Sophie met Nate’s gaze and leaned down. “Thanks for letting Chase ride Buckwheat. It’s awfully sweet of you, and it makes Chase so happy.”
“Why doesn’t C
hase have his own horse?”
“We live in a house in the city,” Sophie explained. “There isn’t room for a horse.”
“Oh.” Emily clearly thought that was the most disappointing news ever.
Out in the corral, Chase was having the time of his life. Nate gave him a few more minutes, knowing that the kid lived for this.
“You know, Sophie, if he and Addy want to come up and stay here for a week or so, we’d be happy to have them. They could ride every day. I would work with them myself. They’re both good with horses.”
“Are you sure? They can be a handful.”
“What kid isn’t? We’ve got plenty of room, and you know my old man loves nothing more than a full house and spoiling other people’s kids.”
Sophie laughed. “It’s true.”
Nate climbed over the fence. “Okay, buddy, bring him back to a walk.
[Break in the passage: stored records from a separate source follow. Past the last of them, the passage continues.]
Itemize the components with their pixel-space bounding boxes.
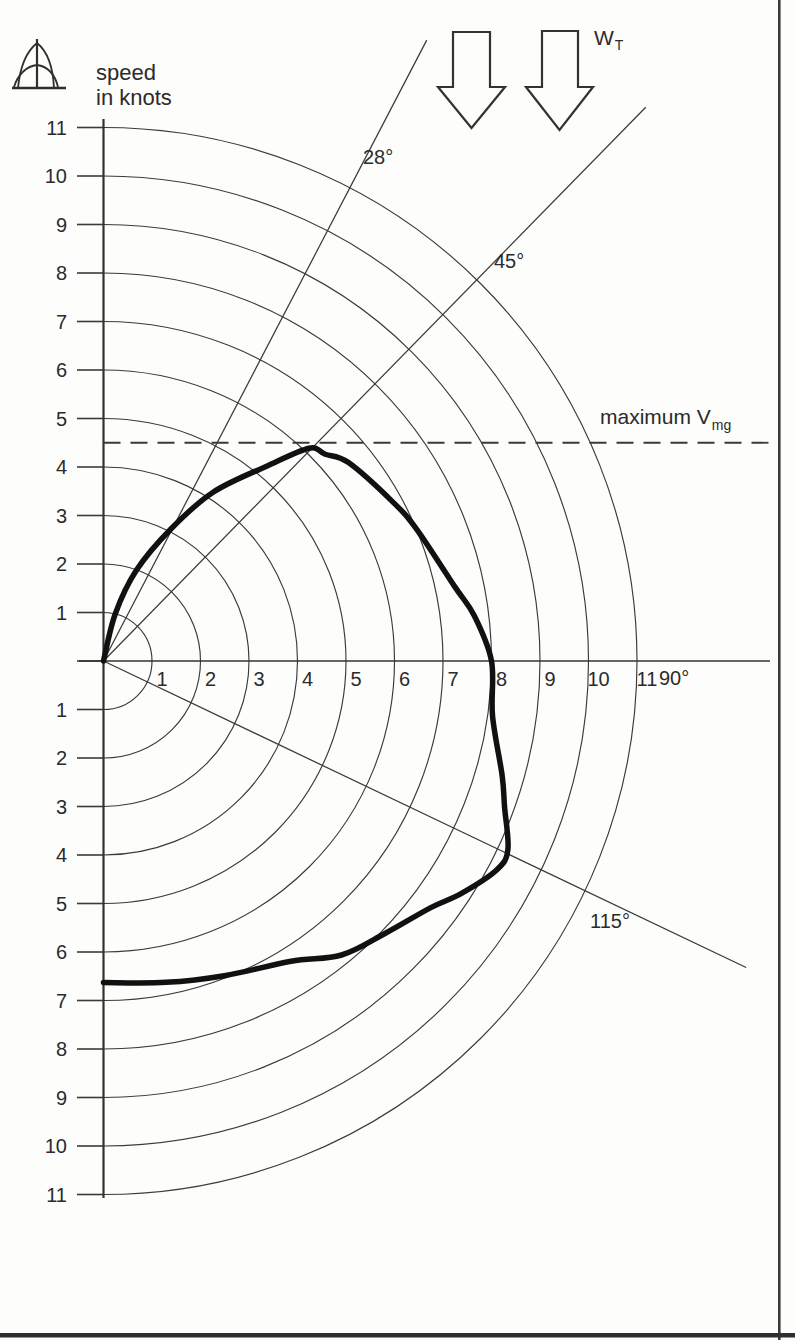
radial-tick-label-90deg: 3 bbox=[253, 668, 264, 690]
radial-tick-label-down: 9 bbox=[56, 1087, 67, 1109]
radial-tick-label-down: 4 bbox=[56, 844, 67, 866]
radial-tick-label-up: 9 bbox=[56, 214, 67, 236]
radial-tick-label-up: 11 bbox=[46, 117, 67, 139]
angle-guide-line-45 bbox=[104, 107, 646, 661]
angle-label-28: 28° bbox=[363, 146, 393, 169]
radial-tick-label-up: 8 bbox=[56, 262, 67, 284]
wind-arrow-icon bbox=[526, 31, 593, 130]
angle-label-115: 115° bbox=[590, 910, 630, 933]
radial-tick-label-90deg: 10 bbox=[587, 668, 609, 690]
angle-label-45: 45° bbox=[494, 250, 524, 273]
radial-tick-label-down: 6 bbox=[56, 941, 67, 963]
radial-tick-label-90deg: 2 bbox=[205, 668, 216, 690]
angle-guide-line-115 bbox=[104, 661, 747, 968]
page-right-edge bbox=[778, 0, 781, 1340]
radial-tick-label-up: 10 bbox=[45, 165, 67, 187]
max-vmg-text: maximum V bbox=[600, 405, 711, 428]
angle-label-90: 90° bbox=[659, 667, 689, 690]
axis-title-line2: in knots bbox=[96, 85, 172, 110]
true-wind-label: WT bbox=[594, 26, 622, 50]
radial-tick-label-down: 8 bbox=[56, 1038, 67, 1060]
angle-guide-line-28 bbox=[104, 40, 427, 661]
radial-tick-label-90deg: 6 bbox=[399, 668, 410, 690]
radial-tick-label-down: 1 bbox=[56, 699, 67, 721]
radial-tick-label-90deg: 8 bbox=[496, 668, 507, 690]
true-wind-direction-arrows bbox=[438, 31, 593, 130]
radial-tick-label-down: 10 bbox=[45, 1135, 67, 1157]
polar-grid-layer: 111098765432112345678910111234567891011 bbox=[45, 40, 772, 1205]
radial-tick-label-up: 2 bbox=[56, 553, 67, 575]
true-wind-subscript: T bbox=[615, 37, 624, 53]
radial-tick-label-90deg: 7 bbox=[447, 668, 458, 690]
scanned-page: 111098765432112345678910111234567891011 … bbox=[0, 0, 795, 1340]
radial-tick-label-90deg: 9 bbox=[544, 668, 555, 690]
radial-tick-label-down: 5 bbox=[56, 893, 67, 915]
wind-arrow-icon bbox=[438, 32, 505, 128]
sailboat-bow-view-icon bbox=[12, 39, 66, 88]
radial-tick-label-up: 7 bbox=[56, 311, 67, 333]
radial-axis-title: speed in knots bbox=[96, 60, 172, 110]
radial-tick-label-down: 7 bbox=[56, 990, 67, 1012]
max-vmg-subscript: mg bbox=[712, 417, 731, 433]
radial-tick-label-up: 5 bbox=[56, 408, 67, 430]
radial-tick-label-up: 6 bbox=[56, 359, 67, 381]
radial-tick-label-down: 2 bbox=[56, 747, 67, 769]
radial-tick-label-90deg: 1 bbox=[156, 668, 167, 690]
axis-title-line1: speed bbox=[96, 60, 172, 85]
true-wind-symbol: W bbox=[594, 26, 614, 49]
radial-tick-label-down: 11 bbox=[46, 1184, 67, 1206]
radial-tick-label-90deg: 4 bbox=[302, 668, 313, 690]
radial-tick-label-90deg: 5 bbox=[350, 668, 361, 690]
radial-tick-label-down: 3 bbox=[56, 796, 67, 818]
radial-tick-label-90deg: 11 bbox=[637, 668, 658, 690]
page-bottom-edge bbox=[0, 1333, 795, 1338]
radial-tick-label-up: 4 bbox=[56, 456, 67, 478]
radial-tick-label-up: 3 bbox=[56, 505, 67, 527]
radial-tick-label-up: 1 bbox=[56, 602, 67, 624]
max-vmg-label: maximum Vmg bbox=[600, 405, 730, 429]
That’s right. Just like that. Now, when you’re ready, bring him to a halt. Good job, buddy.”
Nate walked over to horse and rider and lifted Chase to the ground, adjusting his little cowboy hat. “You’re getting to be a real cowboy.”
Chase reached up, petted Buckwheat’s muzzle. “I love you.”
Buckwheat whickered.
“I think he loves you, too.” Nate led boy and horse to the fence. “Thanks for being patient, Emily. You can ride again, and then we’ll unsaddle Buckwheat and let him out into the field so he can graze, okay?”
Emily smiled bright as sunshine, clambered over the fence, and waited for Nate to lift her into the saddle. He adjusted the stirrups and then gave her the reins.
“You’re all set.
Emily had been riding since she was four and didn’t need his help. She moved Buckwheat smoothly into a walk and then a trot, her laughter making his heart constrict. It was one of the most beautiful sounds in his world.
Emily and her mother had accepted him despite the terrible scars that disfigured half his face and body. They’d brought him back to life when he’d thought he had no reason to live. No, Emily wasn’t his biological child. He had adopted her when he and Megan had gotten married, and he loved her every bit as much as he loved his son.